Warmth spread through me and a smile crept across my face. “I want all of that. But no bacon for me.”

“Of course. Bacon for me. No bacon for you.” Colton cupped my neck, his thumb in front of my ear before pulling me to him.

I closed my eyes as his lips pressed into my forehead, taking in the slightly wet dog version of his scent.

It was familiar, taking me back to a simultaneously simpler and more complicated time in my life.

He inhaled while his lips stayed attached to me, smelling my hair like he used to.

He sat back after a shorter kiss, then peppered down my cheek with tiny kisses that made me giggle.

I pulled him into a tight hug across the car’s console.

“Thank you for coming. For being here for me.”

“Thanks for calling,” he said before kissing my hair. “And for trusting me.”

We pulled back and looked into each other’s eyes, and for a moment, I considered kissing him.
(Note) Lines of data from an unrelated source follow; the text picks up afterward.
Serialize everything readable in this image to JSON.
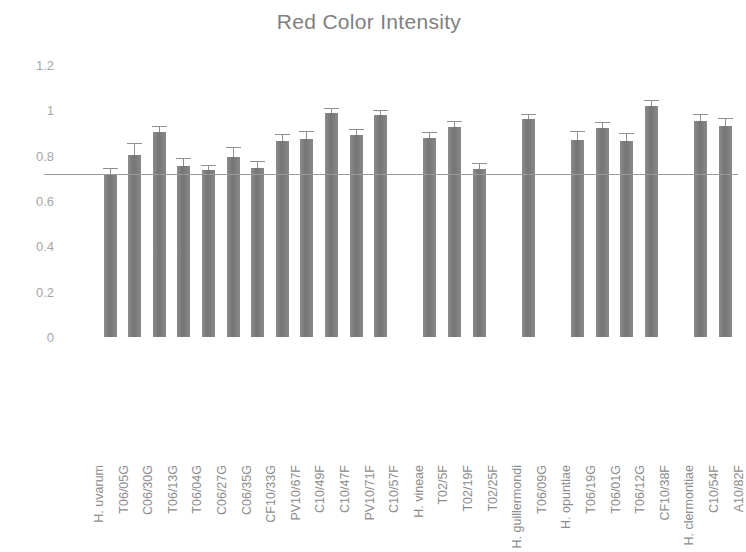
{
  "chart_data": {
    "type": "bar",
    "title": "Red Color Intensity",
    "xlabel": "",
    "ylabel": "",
    "ylim": [
      0,
      1.2
    ],
    "ytick_labels": [
      "0",
      "0.2",
      "0.4",
      "0.6",
      "0.8",
      "1",
      "1.2"
    ],
    "ytick_values": [
      0,
      0.2,
      0.4,
      0.6,
      0.8,
      1,
      1.2
    ],
    "grid": false,
    "legend": "none",
    "bar_color": "#7c7c7c",
    "error_bar_color": "#8f8f8f",
    "reference_line": {
      "value": 0.72,
      "color": "#9a9a9a",
      "label": ""
    },
    "categories": [
      "H. uvarum",
      "T06/05G",
      "C06/30G",
      "T06/13G",
      "T06/04G",
      "C06/27G",
      "C06/35G",
      "CF10/33G",
      "PV10/67F",
      "C10/49F",
      "C10/47F",
      "PV10/71F",
      "C10/57F",
      "H. vineae",
      "T02/5F",
      "T02/19F",
      "T02/25F",
      "H. guillermondi",
      "T06/09G",
      "H. opuntiae",
      "T06/19G",
      "T06/01G",
      "T06/12G",
      "CF10/38F",
      "H. clermontiae",
      "C10/54F",
      "A10/82F"
    ],
    "group_headers": [
      "H. uvarum",
      "H. vineae",
      "H. guillermondi",
      "H. opuntiae",
      "H. clermontiae"
    ],
    "values": [
      null,
      0.715,
      0.805,
      0.905,
      0.755,
      0.735,
      0.795,
      0.745,
      0.865,
      0.875,
      0.99,
      0.89,
      0.98,
      null,
      0.88,
      0.925,
      0.74,
      null,
      0.96,
      null,
      0.87,
      0.92,
      0.865,
      1.02,
      null,
      0.955,
      0.93
    ],
    "errors": [
      null,
      0.025,
      0.045,
      0.02,
      0.03,
      0.02,
      0.04,
      0.025,
      0.025,
      0.03,
      0.015,
      0.025,
      0.015,
      null,
      0.02,
      0.025,
      0.025,
      null,
      0.02,
      null,
      0.035,
      0.025,
      0.03,
      0.02,
      null,
      0.025,
      0.03
    ]
  }
}
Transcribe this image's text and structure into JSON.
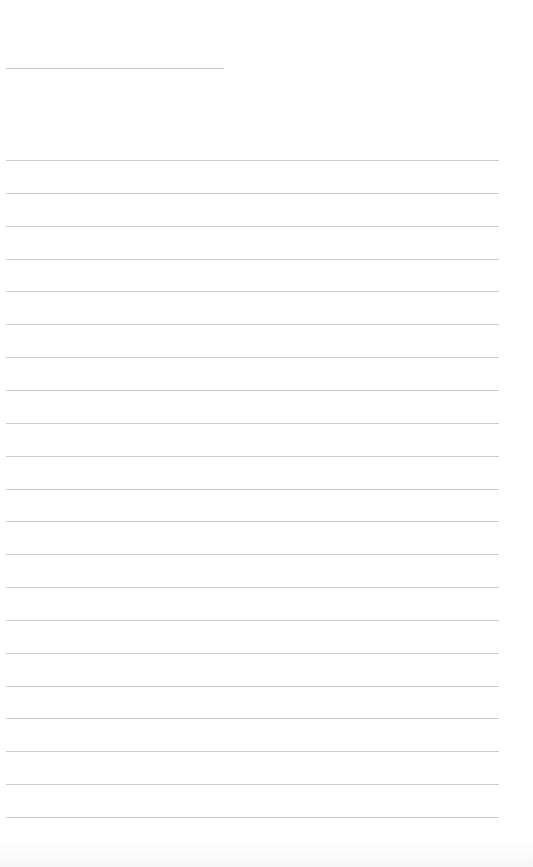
{
  "page": {
    "type": "blank lined paper",
    "background_color": "#fefefe",
    "line_color": "#cdcdcd"
  },
  "title_line": {
    "y": 68,
    "x_start": 6,
    "x_end": 224
  },
  "ruled_lines": {
    "count": 21,
    "first_y": 160,
    "spacing": 32.85,
    "x_start": 6,
    "x_end": 499
  }
}
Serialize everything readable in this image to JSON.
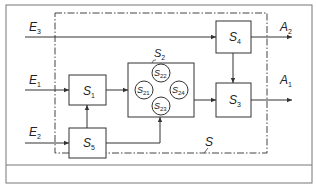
{
  "diagram": {
    "system_label": "S",
    "inputs": [
      {
        "id": "E3",
        "letter": "E",
        "sub": "3"
      },
      {
        "id": "E1",
        "letter": "E",
        "sub": "1"
      },
      {
        "id": "E2",
        "letter": "E",
        "sub": "2"
      }
    ],
    "outputs": [
      {
        "id": "A2",
        "letter": "A",
        "sub": "2"
      },
      {
        "id": "A1",
        "letter": "A",
        "sub": "1"
      }
    ],
    "blocks": [
      {
        "id": "S1",
        "letter": "S",
        "sub": "1"
      },
      {
        "id": "S5",
        "letter": "S",
        "sub": "5"
      },
      {
        "id": "S2",
        "letter": "S",
        "sub": "2"
      },
      {
        "id": "S4",
        "letter": "S",
        "sub": "4"
      },
      {
        "id": "S3",
        "letter": "S",
        "sub": "3"
      }
    ],
    "subsystems": [
      {
        "id": "S21",
        "letter": "S",
        "sub": "21"
      },
      {
        "id": "S22",
        "letter": "S",
        "sub": "22"
      },
      {
        "id": "S23",
        "letter": "S",
        "sub": "23"
      },
      {
        "id": "S24",
        "letter": "S",
        "sub": "24"
      }
    ],
    "connections": [
      [
        "E3",
        "S4"
      ],
      [
        "E1",
        "S1"
      ],
      [
        "E2",
        "S5"
      ],
      [
        "S5",
        "S1"
      ],
      [
        "S5",
        "S2"
      ],
      [
        "S1",
        "S2"
      ],
      [
        "S2",
        "S3"
      ],
      [
        "S4",
        "S3"
      ],
      [
        "S4",
        "A2"
      ],
      [
        "S3",
        "A1"
      ]
    ]
  }
}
It had been so long, and seeing him felt surreal. And now I knew why he scared me so badly, and that he was never the enemy.

My parents remained the only barrier, and I was a grown adult. If they couldn’t accept my decisions, that was their loss. Colton and I had no reason not to kiss, not to date, not to let ourselves love each other.

Except for one. One very big reason.

What if I let him in again, only to get triggered and push him away? What if my healing process wore him down? What if I broke him? What if I sent him to the depths of depression, ruined his career?

I must have marinated for too long, because Colton’s smile turned wry. “Let’s go smash some food.”